THE ‘SILENCE BREAKERS’ TIME MAGAZINE OVERLOOKS

In selecting “The Silence Breakers – The Voices That Launched A Movement” – i.e., women who have spoken out about personally being sexually harassed or abused by men in positions of power – as its 2017 Person of the Year and telling their story, Time magazine failed to address two issues of concern for both genders.

An earnest discussion of these issues is impossible without referencing an historic male breeding ground for such harassment and abuse. Yet, Time’s 5,755-word article failed to do so – not even including on its cover a woman representing a sisterhood of victimhood.

This obviously was not an oversight but a conscious decision to avoid the anticipated fallout that would follow. However, Time’s decision does a disservice to women, ignoring a male behavioral pattern affecting a sisterhood of more than 700 million women globally and three million here in the U.S.

Time detailed some of the conduct, involving males harboring uncontrollable libidos, endured by the Silence Breakers – behavior these men knew was inappropriate. But, as disturbing as that was, it pales in comparison to the aggressive behavior, not only allowed but religiously sanctioned, against women by Muslim males – behavior these men believe is totally appropriate.

According to Islam, a Muslim woman’s existence is simply to meet the demands of her husband’s libido and procreate, ensuring the religion’s perpetual existence. Thus, education is wasted upon women.
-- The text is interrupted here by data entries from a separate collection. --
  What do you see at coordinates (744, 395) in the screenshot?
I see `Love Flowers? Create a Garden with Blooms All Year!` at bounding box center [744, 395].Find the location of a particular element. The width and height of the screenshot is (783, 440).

And a Muslim woman who rejects her husband’s sexual desires is not a good wife, becoming subject to her husband’s right to physically abuse or rape her.

In cases where rape can be proven and a rape victim is not married, she often is forced to marry her rapist so he can avoid prosecution.
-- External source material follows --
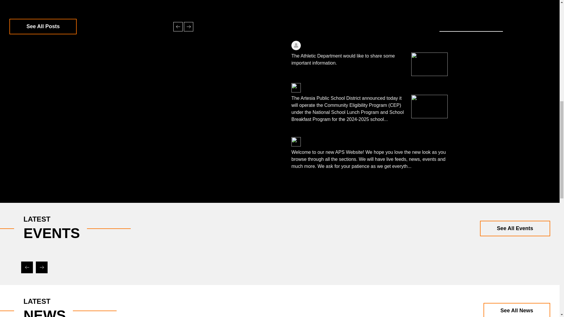  I want to click on See All Posts, so click(43, 26).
The extent to which such female abuse is accepted today is reflected by young Muslim girls forced to undergo female genital mutilation, or FGM – the partial or complete removal of the external female genitalia typically performed on girls between infancy and age 15. A 2015 Newsweek article noted that FGM is on the rise in the U.S., with half-a-million females at risk.

While FGM seems rooted more in culture than religion, Islamic culture demands it be done to curb a woman’s sexual appetite. The practice makes sexual intercourse less desirable for them and, thus, less likely they will engage in sexual activity with male partners to whom they are not married.
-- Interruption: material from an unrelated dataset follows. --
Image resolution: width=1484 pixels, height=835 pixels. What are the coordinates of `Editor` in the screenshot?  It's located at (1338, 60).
As for non-Muslim women, the Quran teaches Muslim males such women are infidels, subject to rape or other abuse as the male deems fit.

We need only look to Europe to see how this male Muslim rapist mindset flourishes. With a longer history of welcoming Muslim immigrants than other European countries, Sweden today suffers the consequences of doing so. It is now recognized as the rape capital of the West. Swedish police, unable to contain marauding hordes of Muslim men, simply advise native Swedish women not to venture out alone.

A second issue Time avoided should be of concern to men falsely accused of such harassment or abuse and the need for due process to be allowed to run its course.

Two high-profile cases in the U.K. have underscored the unfairness of accusations receiving immediate credibility. In one case, the accused could not mount a defense as he had died years earlier; in the other, the accused pleaded not guilty to rape. He would be in prison today had truth not intervened.

In 2015, accusations by an unidentified woman of repeated child abuse acts against much-admired clergyman Bishop George Bell, who died in 1958, received national headlines. His only accuser, she gained national support, even from the Bishop’s own Church of England, which “found no reason to doubt her.” Fortunately, some journalists, upset at this one-sided story, rose to the bishop’s defense. An independent report accused the church of over-reacting, “rushing to judgment … without sufficient investigations,” based on its under-reacting on previous, justified abuse claims against other clergymen. Bishop Bell was fully vindicated. As a male journalist later put it, “If a saintly man can be branded a sex abuser, none of us is safe.”

For two years, Liam Allan stood accused by a fellow student of raping her numerous times. The charges and negativity against him they generated hung like a cloud over Allan’s head until dropped just recently when determined that he had been falsely accused. It was discovered police had withheld thousands of the accuser’s emails proving she “wanted and enjoyed the sex she later claimed was non-consensual.”

Time’s Person of the Year selection hopefully will contribute to the fight exposing predatory male conduct to the light of day. But a complete discussion needs to include the sexual abuse license Islam freely gives male followers and the making of false predatory claims as well.

One of the most famous advertising campaigns in U.S. history was for a new cigarette brand, “Virginia Slims,” in 1968. Marketed to young professional women, its popular slogan was, “You’ve come a long way, baby.”

While women have come a long way in their fight for equality, as Time’s cover story reveals, they all have – taking poetic license with Robert Frost’s poem – “miles to go before they sleep” in winning their fight against sexual harassment. But so, too, do men falsely accused.